It’s standard practice for companies to promote employees into management roles as a reward for star performance. And it makes sense—you want to endorse those employees who are driving your company toward success.

But this practice has one glaring flaw: companies almost never invest adequate resources into training those former star performers to become star managers. In fact, in my 25 years of experience, I’ve hardly seen or received any new manager training from a company around what it means to be a great fundamental manager as I stepped into a new role. This was even true, for a time, of our process at Honey.

All told, this lack of training makes little sense. Management is a totally different skill than software engineering or marketing––one thatshould require formal training.

It’s for this reason that the team and I at Honey have decided to start implementing manager onboarding into our larger training processes. We’re doing this through what we’re calling “cohorts,” which are groups of mid-to-junior-level managers who together receive mentor training from senior management. The senior managers sit down once a month with the lower-level managers in their cohort and discuss guided management topics designed to help people understand what exactly to work on or improve, which conversational skills to develop, and how to lead varying groups of people––from developers to customer success reps.

The goal is to provide our rising leaders with a more meaningful kind of pre-exposure to the work than what’s typically allowed through HR-focused briefing, which is what most new managers get.

Although we’ve only just started the implementation process, it’s something that we’re incredibly excited about. Here’s why we think this will be so impactful.

Focused, experiential manager training allows budding managers to talk through their problems and hone their development in a less intimidating way with mentors who know what they’re doing.

Here’s the truth about learning something new: you can train and educate yourself for days and days, but until you’re out in the field doing it, you won’t know what the actual, on-the-ground work is like.

That’s one way we’re thinking about manager-specific training at Honey. We of course want to provide new managers with more preparatory education and guidance, but the real value comes from giving managers a trustworthy form of mentorship and a communication channel through which they can receive real-time guidance. Our hope is these cohorts can provide that, along with a less formal mechanism to work creatively through real-world problems.

We’ll be stacking these cohorts on top of a more standard management training regimen with sessions for new managers held once a month. The training sessions, however, will be designed more to compliment the cohort meetings. And it’s our hope that this varied, two-pronged approach to training and support will give managers a more holistic understanding of the work––what it’s actually like to mentor people, cultivate trust, and hold team members accountable.

That, to me, is exactly what manager training is missing at present.

This kind of management training is good for your company, too.

By training your managers, it gives your employees the sense that they’re being invested in. Which, as I think most experienced managers can attest to, is critical. Because when you feel alone in your new work as a manager––thrown into the deep end without warning or preparation––that sews certain negative feelings within you about your company and the people leading it. For your people to succeed––and, in turn, for your company to succeed––they need to feel supported.

Plus, untrained managers are themselves a liability.

Unqualified employees, no matter what their roles, don’t often produce good work or create actual value. And unqualified managers, in particular, might bring down the personal performance of the team they’re responsible for. It creates a pitfall of problems.

By investing in structured manager training, you’re getting ahead of that. In many ways, it’s a long-term investment––one that will help your company remain lean, strong, and efficient. It will help you maintain a certain pace. (As will, it should be noted, the practice of giving new managers a two-month trial period where they, alongside leadership, get a sense of whether or not they’re actually cut out for leading teams. It can act as a buffer to protect the company—and the employee—from potential fallout.)

If they’re supported, successful managers can go a long way toward ensuring a healthy, successful company.

Again, investing in your managers the same way you do in new employees represents an investment in the long-term viability of your company. If you’re on the fence about whether this is something that might make sense for you, take a step back and consider the pain points you expect to experience as you grow. I bet you’ll realize there’ll be more problems to tackle than a lack of desks.

Rather, your problems will likely be more structural, directional, and strategic. And those are exactly the kinds of problems you need smart, prepared managers to help mitigate.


__Task item__. Beginning with the line in which "Discover where <element>human" appears, transcribe each line word for word until the records end. Do not include pictures.

━━━ Material for this task ━━━

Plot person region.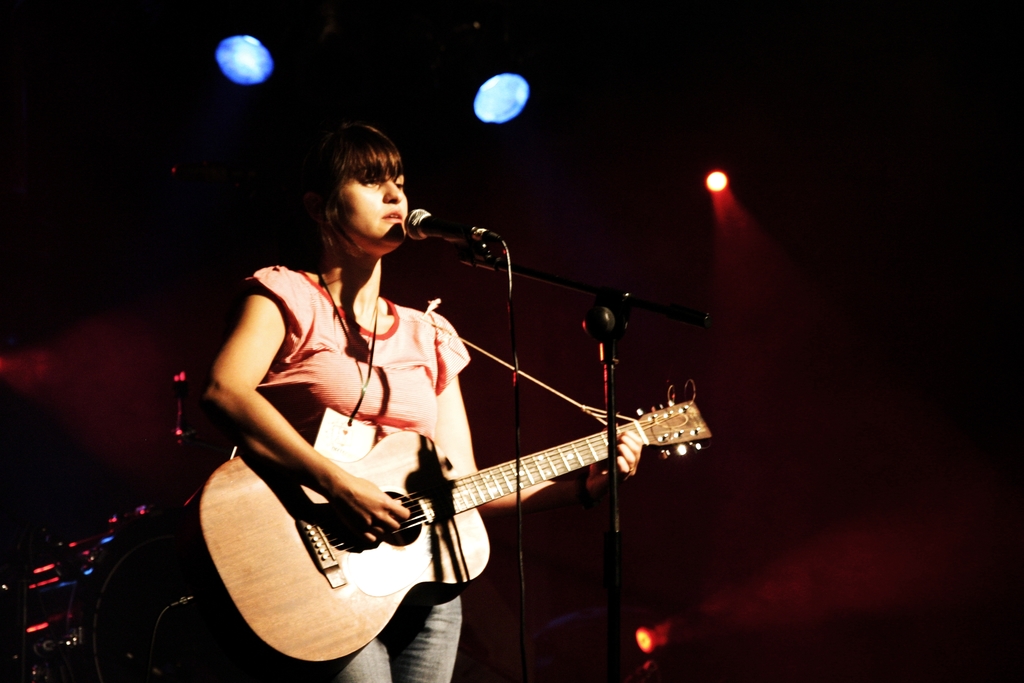
Plotted at left=183, top=152, right=681, bottom=680.
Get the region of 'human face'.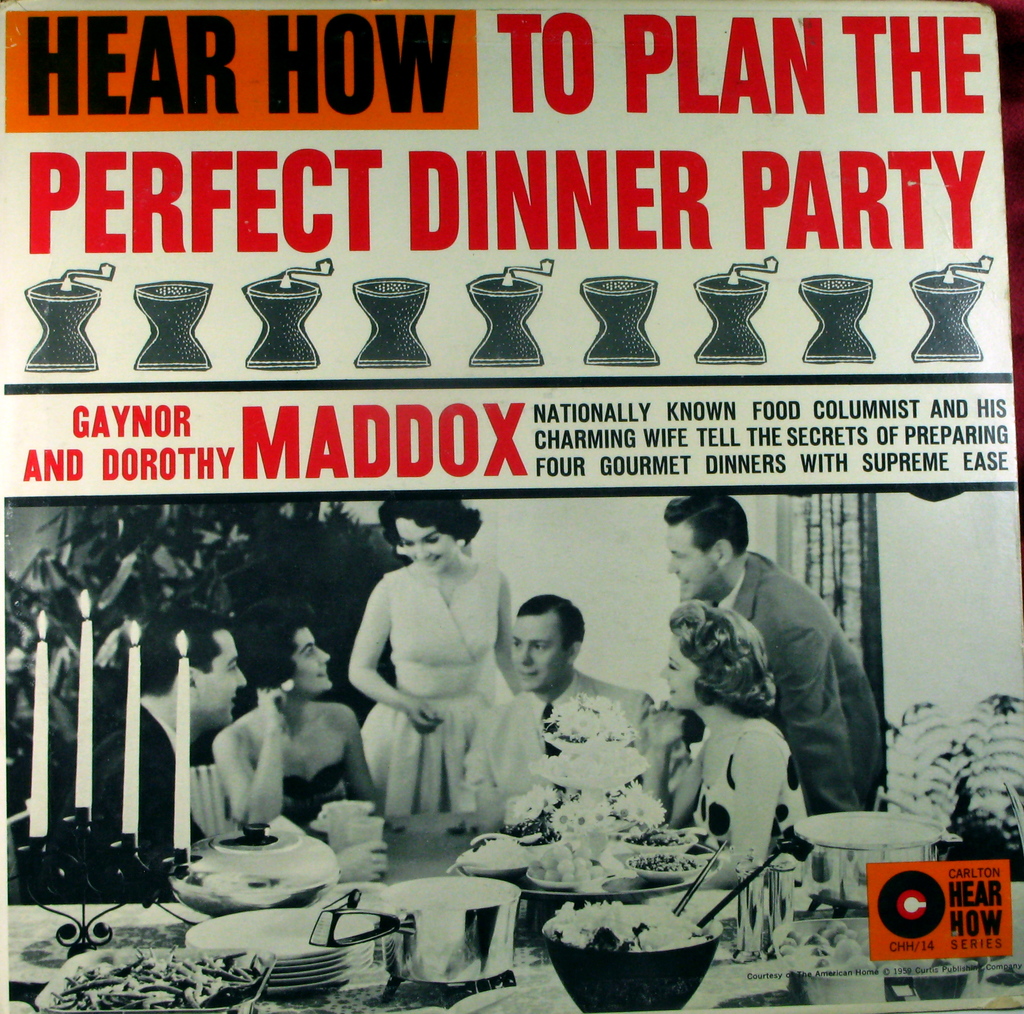
{"left": 203, "top": 631, "right": 244, "bottom": 728}.
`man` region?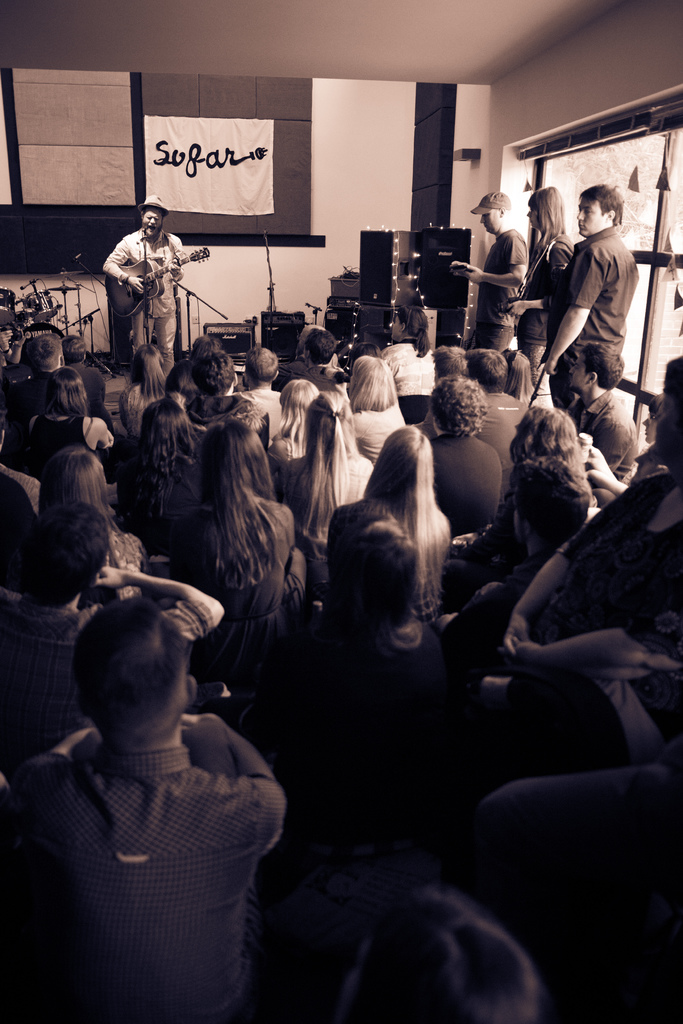
detection(0, 593, 283, 1022)
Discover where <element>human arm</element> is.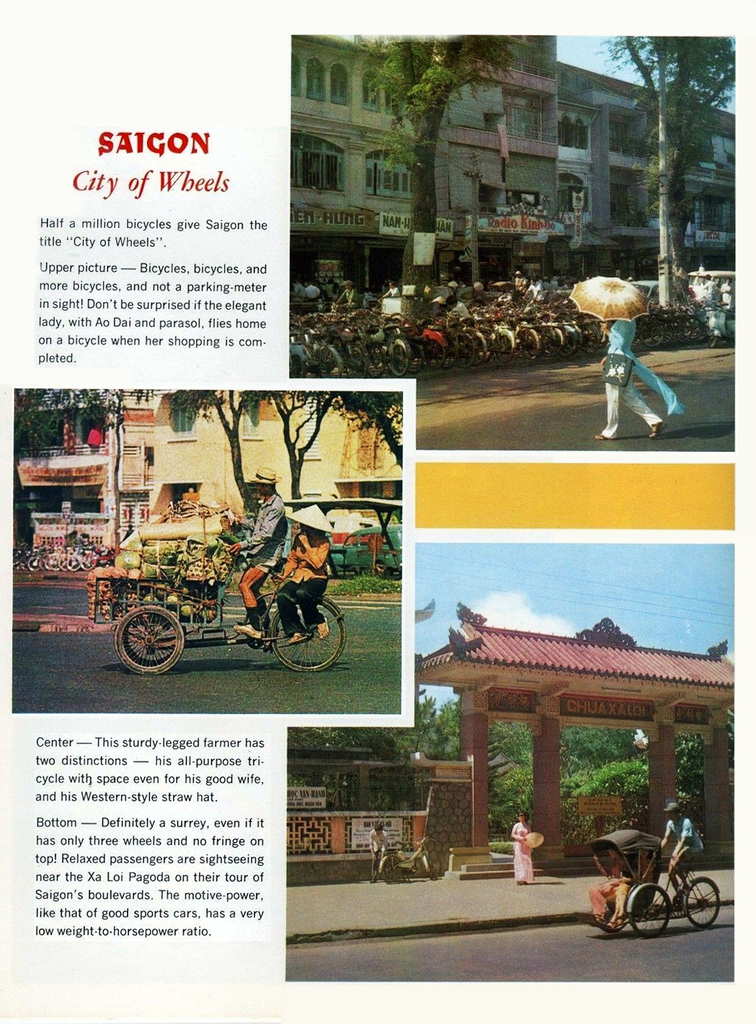
Discovered at 379 831 386 861.
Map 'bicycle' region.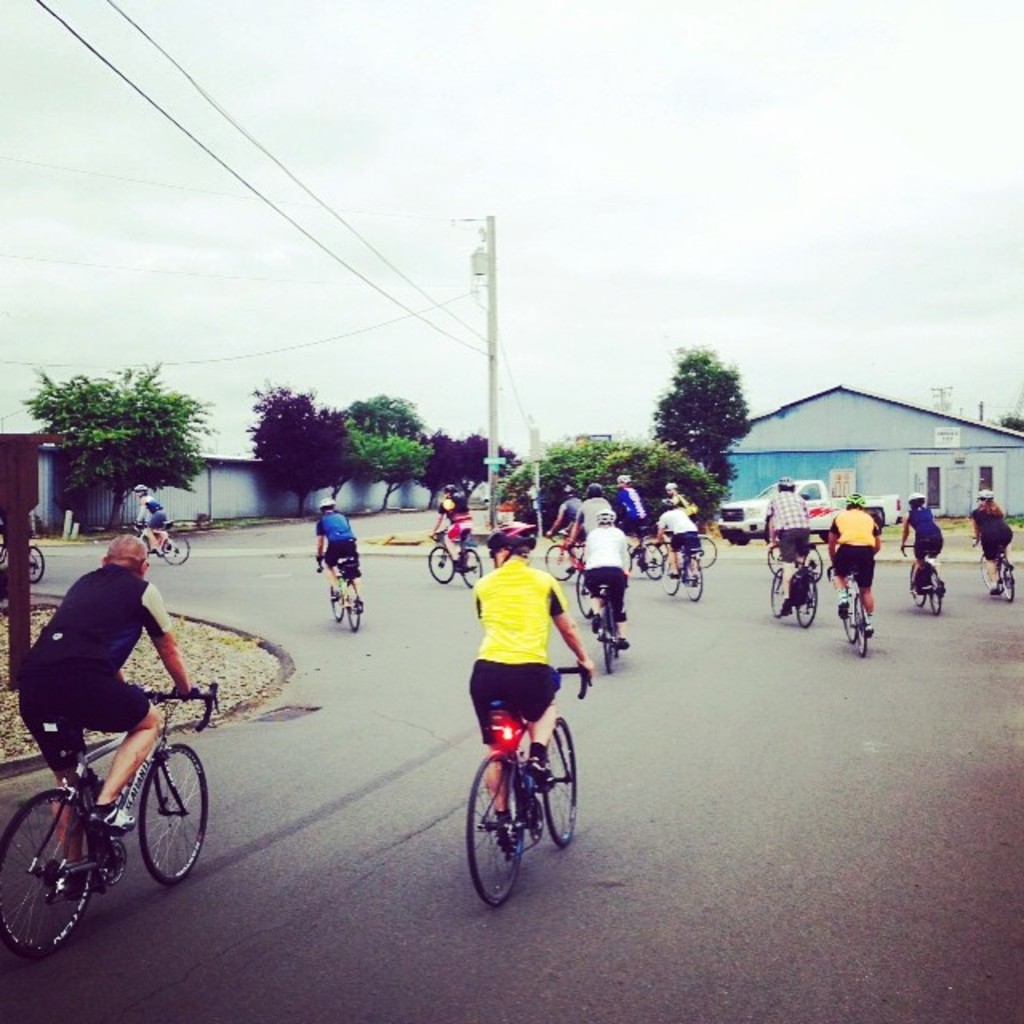
Mapped to (left=640, top=523, right=723, bottom=579).
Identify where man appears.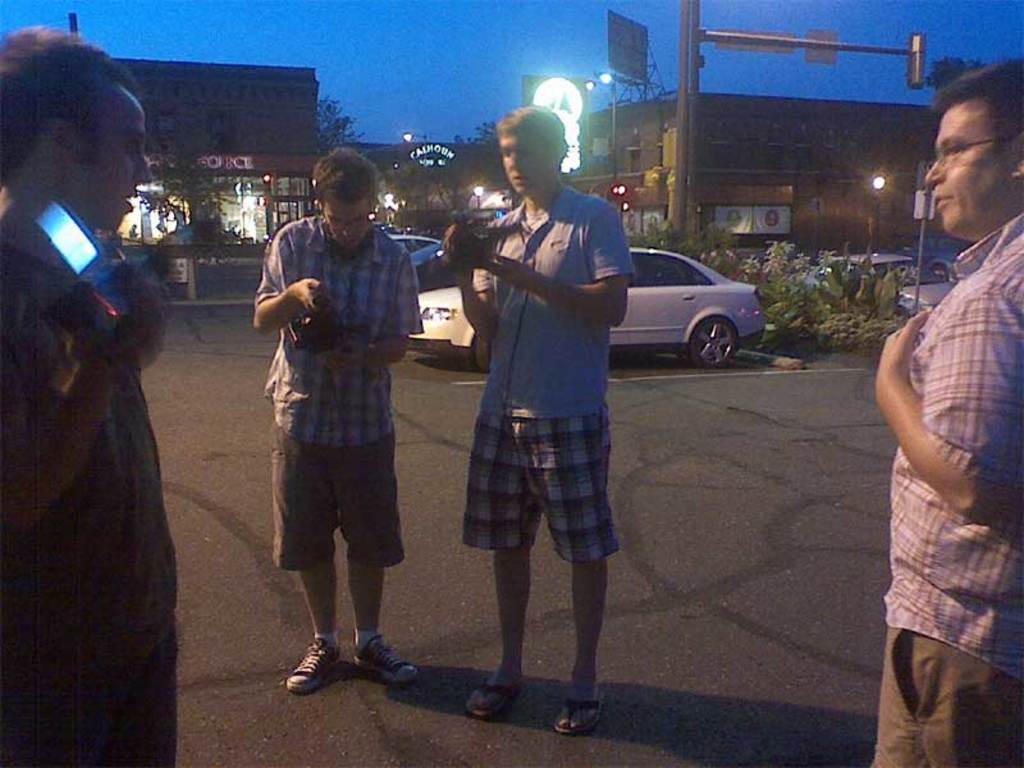
Appears at region(872, 55, 1023, 767).
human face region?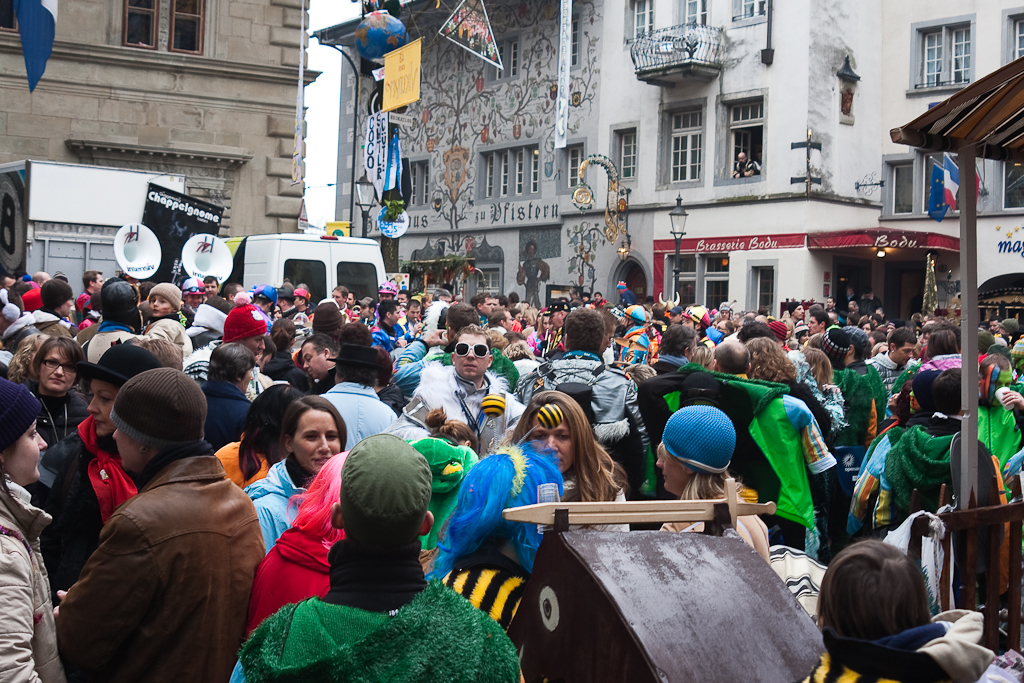
Rect(395, 292, 410, 302)
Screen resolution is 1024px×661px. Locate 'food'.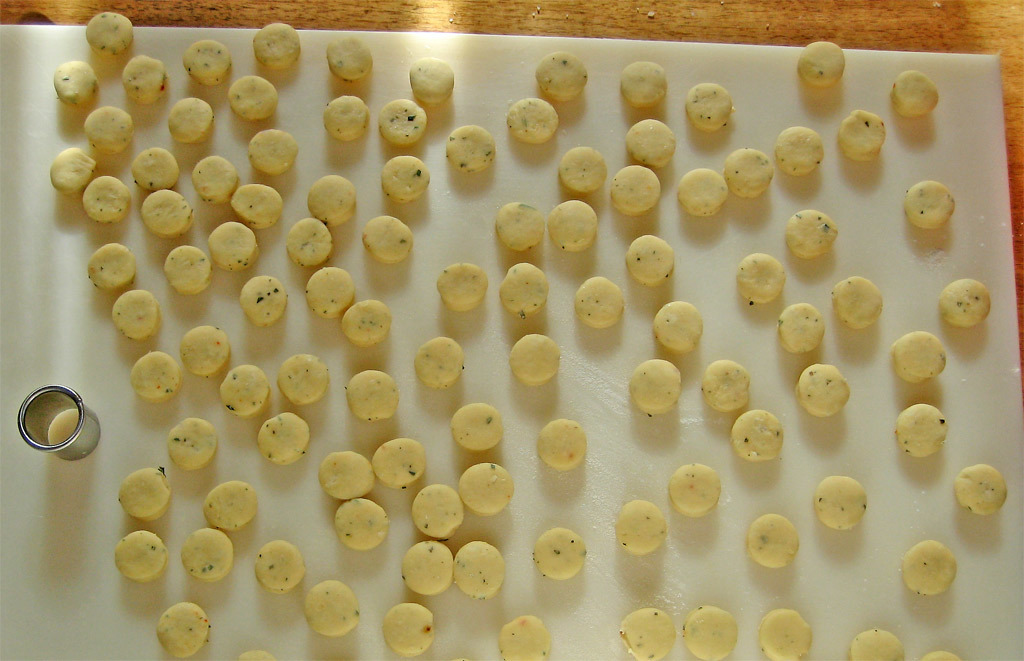
(615, 56, 668, 107).
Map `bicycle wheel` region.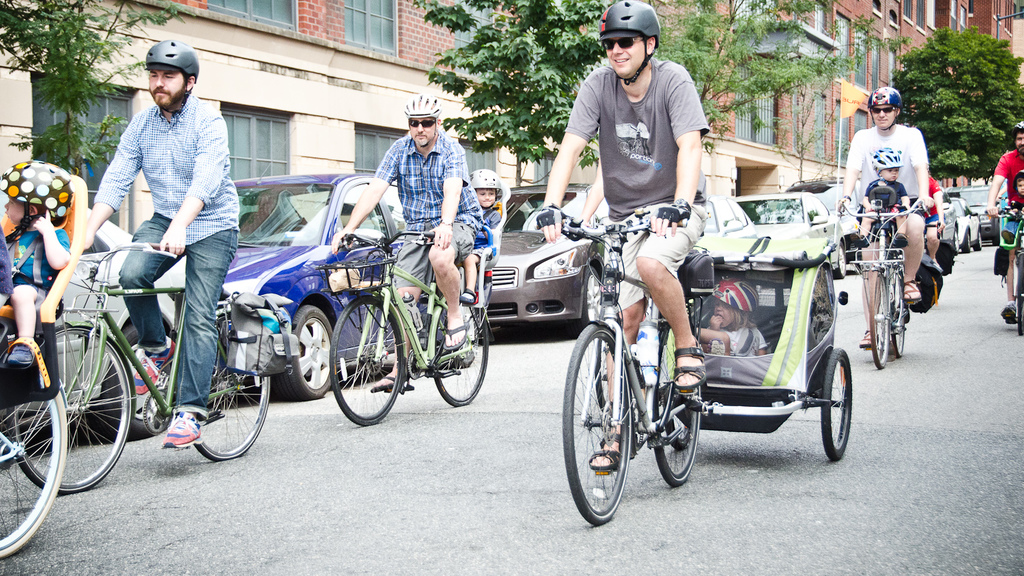
Mapped to 0,354,68,562.
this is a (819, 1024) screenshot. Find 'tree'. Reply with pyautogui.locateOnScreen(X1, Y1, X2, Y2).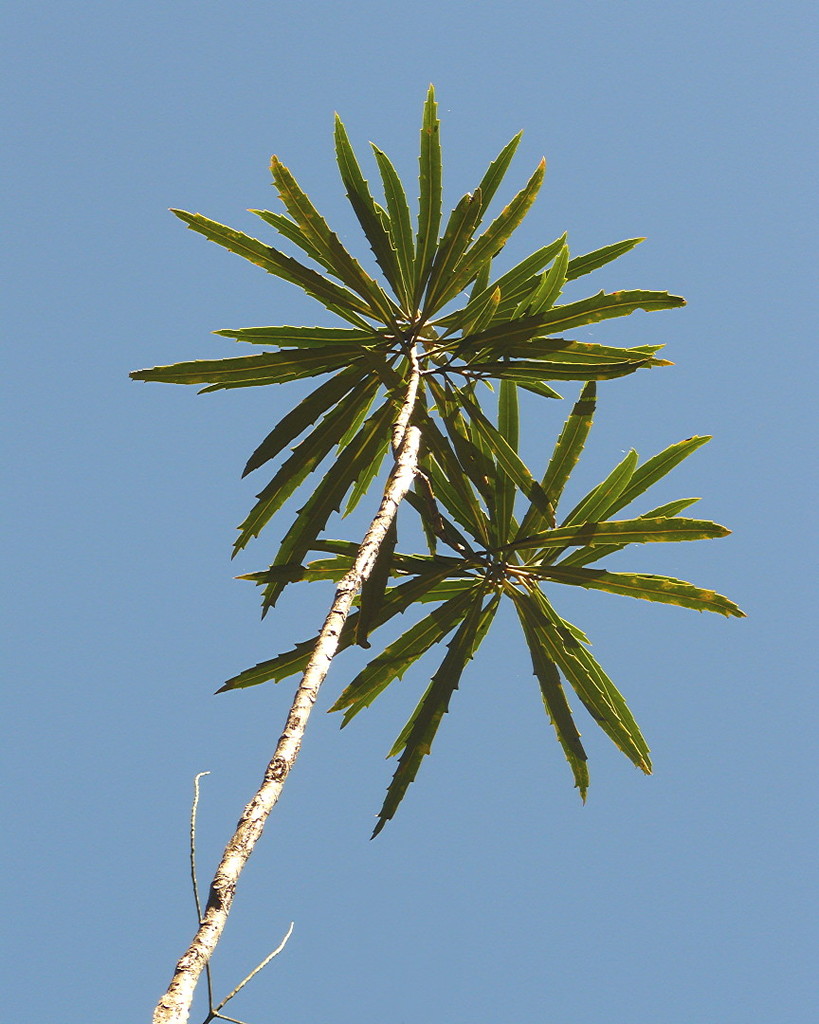
pyautogui.locateOnScreen(98, 8, 774, 997).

━━━

__Written answer__.
Discover where <element>human arm</element> is.
Discovered at 379 831 386 861.
Map 'bicycle' region.
Mapped to (left=640, top=523, right=723, bottom=579).
Identify where man appears.
Appears at region(872, 55, 1023, 767).
human face region?
Rect(395, 292, 410, 302)
Screen resolution is 1024px×661px. Locate 'food'.
(615, 56, 668, 107).
Map `bicycle wheel` region.
Mapped to 0,354,68,562.
this is a (819, 1024) screenshot. Find 'tree'. Reply with pyautogui.locateOnScreen(X1, Y1, X2, Y2).
pyautogui.locateOnScreen(98, 8, 774, 997).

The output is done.